Sex selection may be considered for either social or medical reasons and there are three stages at which it can be performed. Sex selection by PGD at embryo stage currently has to be approved by the HFEA and the Bill maintains the ban on sex selection for non-medical reasons such as 'family balancing'. However, there are always ethical concerns about sex selection.

Sex selection for social reasons

Parents may wish to 'balance' their family – eg already having a boy they may want a girl to complete a family of two children, or vice-versa. In some cultures males are favoured over females, and in China, which only allows one child per couple, there is a definite bias towards boys. Some parents may wish to replace a lost child and this raises more emotive issues still.
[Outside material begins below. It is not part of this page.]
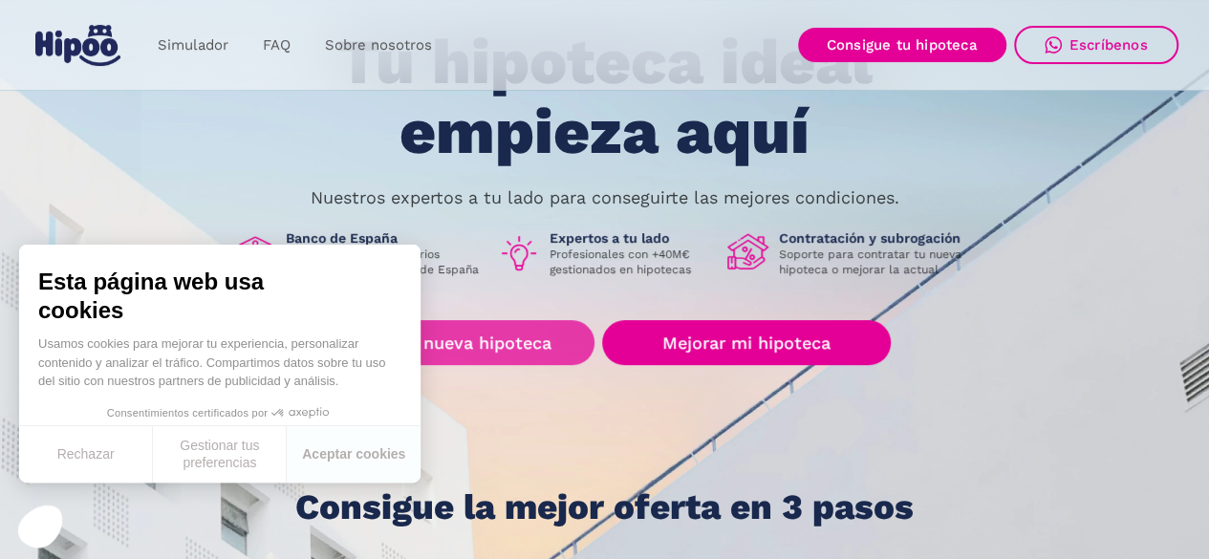  What do you see at coordinates (604, 97) in the screenshot?
I see `h1: Tu hipoteca ideal empieza aquí` at bounding box center [604, 97].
Sex selection for medical reasons

Some genetic diseases are 'sex-linked'. Females (with another normal X chromosome so there are no clinical effects) are therefore carriers, while males (with a Y chromosome alongside their X one) have clinical disease. These diseases may be mild (eg degrees of familial red-green colour blindness) or more serious (eg haemophilia) or definitely incompatible with a normal lifespan (eg Duchenne muscular dystrophy).

Methods of sex selection

  • Sperm sorting is reasonably reliable at separating sperm which will produce by artificial insemination a female (91% probability) or a male (76%).
  • PGD – from a number of embryos in the laboratory, only those of the desired sex are selected for implantation, and the others are discarded.
  • Abortion/infanticide – intra-uterine tests such as ultrasound lead to aborting babies of the 'wrong' sex, or there may be infanticide at birth. In China there are 117 boys to every 100 girls and in India 130 boys per 100 girls.

CMF policy

CMF welcomes the fact that the Bill maintains the ban on sex selection for non-medical reasons such as 'family balancing', and extends the ban to sperm sorting techniques, but even where carried out for medical reasons, sex selection devalues the vulnerable. Children deserve unconditional acceptance for who they are rather than being chosen by gender. There is a difference between screening aimed at identifying individuals for treatment and screening aimed at eliminating those individuals. All moves towards 'designer babies' should be resisted.